I was bummed out- not because I wish I had bigger boobs and was going to cry and choose to feel insecure about myself, but because I thought I'd found my fit.

Quickly, though, I discovered that we "hairy" chicks have our very own niche!  I didn't need to shave my cooter to get a job.  With sensitive skin prone to ingrown hairs and irritation when I shaved my pits and legs as a teenager, getting that same rashy pimply look on my ladyparts never appealed to me.

I emailed a few hairy porn sites, and ended up booking a shoot in LA with the one that paid the most in a single chunk.  (I didn't want to travel around the country for $50 here, $100 there.)

The photographer was paid by the porn company $1250 for being awkward at me, and I was paid $750 for being your typical barely-legal model in stupid outfits that middle-aged men think 18-year-olds would wear to be sexy - like cheerleader uniforms or white cotton granny panties with little flowers on them.  (Because, as we all remember about being 18, nothing mattered to us more than trying to be mistaken for being 12.)  On the day of the shoot, the photographer tried to talk me down to less than $600 so he wouldn't have to go through the hassle of sending me a tax form at the end of the year.

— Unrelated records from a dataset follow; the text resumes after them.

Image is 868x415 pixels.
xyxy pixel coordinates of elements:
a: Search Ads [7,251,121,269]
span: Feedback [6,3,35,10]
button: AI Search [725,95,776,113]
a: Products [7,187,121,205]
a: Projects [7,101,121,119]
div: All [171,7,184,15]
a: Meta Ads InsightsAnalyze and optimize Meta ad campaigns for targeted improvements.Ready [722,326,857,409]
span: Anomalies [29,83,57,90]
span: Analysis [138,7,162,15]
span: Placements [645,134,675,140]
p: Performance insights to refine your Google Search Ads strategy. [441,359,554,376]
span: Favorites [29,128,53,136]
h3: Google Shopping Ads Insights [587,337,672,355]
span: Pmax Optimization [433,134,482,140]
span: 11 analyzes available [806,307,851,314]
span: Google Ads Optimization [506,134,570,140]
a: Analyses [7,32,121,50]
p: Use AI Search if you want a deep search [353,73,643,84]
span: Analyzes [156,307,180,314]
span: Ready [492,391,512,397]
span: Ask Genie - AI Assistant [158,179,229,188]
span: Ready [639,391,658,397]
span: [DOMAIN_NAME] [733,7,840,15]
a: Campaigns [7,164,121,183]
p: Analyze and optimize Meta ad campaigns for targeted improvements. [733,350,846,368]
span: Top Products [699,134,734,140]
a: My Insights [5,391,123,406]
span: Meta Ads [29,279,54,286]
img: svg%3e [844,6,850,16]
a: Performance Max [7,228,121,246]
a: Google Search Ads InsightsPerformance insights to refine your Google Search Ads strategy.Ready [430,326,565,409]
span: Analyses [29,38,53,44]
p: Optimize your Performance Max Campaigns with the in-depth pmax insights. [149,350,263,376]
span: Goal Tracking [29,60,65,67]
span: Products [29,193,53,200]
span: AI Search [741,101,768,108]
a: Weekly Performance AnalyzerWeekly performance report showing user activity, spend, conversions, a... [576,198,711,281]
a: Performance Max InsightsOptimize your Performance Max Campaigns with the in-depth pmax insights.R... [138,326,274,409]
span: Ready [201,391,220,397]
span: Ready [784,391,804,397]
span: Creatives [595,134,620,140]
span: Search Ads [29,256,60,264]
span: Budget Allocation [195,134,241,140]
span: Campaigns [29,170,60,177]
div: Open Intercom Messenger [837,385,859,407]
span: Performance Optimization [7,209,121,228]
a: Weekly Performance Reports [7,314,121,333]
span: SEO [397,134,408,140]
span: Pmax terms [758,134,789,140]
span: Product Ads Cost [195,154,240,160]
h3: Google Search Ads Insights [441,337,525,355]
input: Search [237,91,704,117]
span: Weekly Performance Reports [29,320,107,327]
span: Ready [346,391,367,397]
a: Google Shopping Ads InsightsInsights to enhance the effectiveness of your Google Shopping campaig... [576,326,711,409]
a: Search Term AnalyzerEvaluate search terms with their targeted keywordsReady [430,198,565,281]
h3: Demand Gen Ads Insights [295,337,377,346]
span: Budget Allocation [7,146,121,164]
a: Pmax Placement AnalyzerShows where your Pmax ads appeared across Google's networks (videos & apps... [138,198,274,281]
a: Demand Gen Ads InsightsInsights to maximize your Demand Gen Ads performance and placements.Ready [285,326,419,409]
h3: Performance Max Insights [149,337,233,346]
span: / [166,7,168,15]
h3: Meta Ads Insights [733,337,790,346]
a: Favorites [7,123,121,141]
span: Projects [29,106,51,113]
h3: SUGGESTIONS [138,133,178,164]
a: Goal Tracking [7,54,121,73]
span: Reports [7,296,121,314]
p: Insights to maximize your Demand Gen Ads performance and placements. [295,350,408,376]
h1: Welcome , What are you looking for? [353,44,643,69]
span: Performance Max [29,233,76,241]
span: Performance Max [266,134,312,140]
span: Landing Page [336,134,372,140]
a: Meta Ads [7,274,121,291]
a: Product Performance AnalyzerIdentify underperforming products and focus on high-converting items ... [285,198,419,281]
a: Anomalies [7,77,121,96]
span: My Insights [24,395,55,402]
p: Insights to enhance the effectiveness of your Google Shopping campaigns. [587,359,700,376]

The photographer kept telling me that a lot of the girls he shot were just so overwhelmed by horniness that they couldn't help themselves and just had to suck his cock.  (It took all my willpower to refrain from bursting into laughter when he said this.)  He was ugly, fumbly, and so sweaty that his thinning hair got stuck to his head.  If a cheesy movie was portraying the stereotype of an icky pornographer, this dude was exactly what that character would look like.

My LA porn experience was my worst work as a model, which is too bad, because those photos will be out there forever, probably seen by more people than my own site.  I look increasingly tired as the day worse on, (we shot 20 sets in a 12-hour day), and before I was out the door, I'd decided that it wasn't what I wanted to do with my life.  (Although, I now know that plenty of porn companies are much cooler to work for, and even have the decency to feed their talent and not try to get free blowjobs from them.)  In almost every photo, I have the same distant, slightly annoyed expression on my face, but hey- they got what they paid for.

I later found out that I was paid less than I could have been for softcore/masturbation content.  The company I worked for is a major player in the online porn world, but they pay models less per photo set ($37.50) than the model would make posing for tiny punk/queer/DIY porn sites that don't turn much profit.  I'm not trying to cry about economic exploitation- it was a learning experience on my path to my real career.  But, unlike, say, working at Burger King during college, my embarrassment is still visible to the world and making money for someone over 7 years later.  (Remember kids- porn is forever.)

I'm glad things didn't work out with myself and mainstream pornoland.  I'm sure I've missed out on a lifetime of weird anecdotes, but I like being independent.  So - thank you, WebGuy and creepy LA photographer, for being my first steps on the path to running my own company where no one else keeps most of the money made selling my image.





by Furry Girl

06.24.09

Sex workers and sluts are catnip for those who fancy themselves amateur psychologists.  "What awful things happened to her to make her turn out like that?", they wonder, disgustedly and excitedly, scratching their heads and seeking to unravel what titillating damage has been inflicted upon the presumed victim.  Apparently, one must have been raped by their father and beaten by their partners to turn out so deeply fucked up that they would be like me and happily embrace many facets of their sexuality and body.

Well, fuck you to anyone who thinks that accusing sex workers of being rape/violence survivors is a clever zinger of a debate point.  I have seen self-proclaimed feminists do this more times than I care to count.  They paternalize up their argument a bit, but at the core is a self-satisfied, "Haha!  I bet you've been raped!  You're a victim with no power to make your own decisions, ever!  I totally win the porn debate!"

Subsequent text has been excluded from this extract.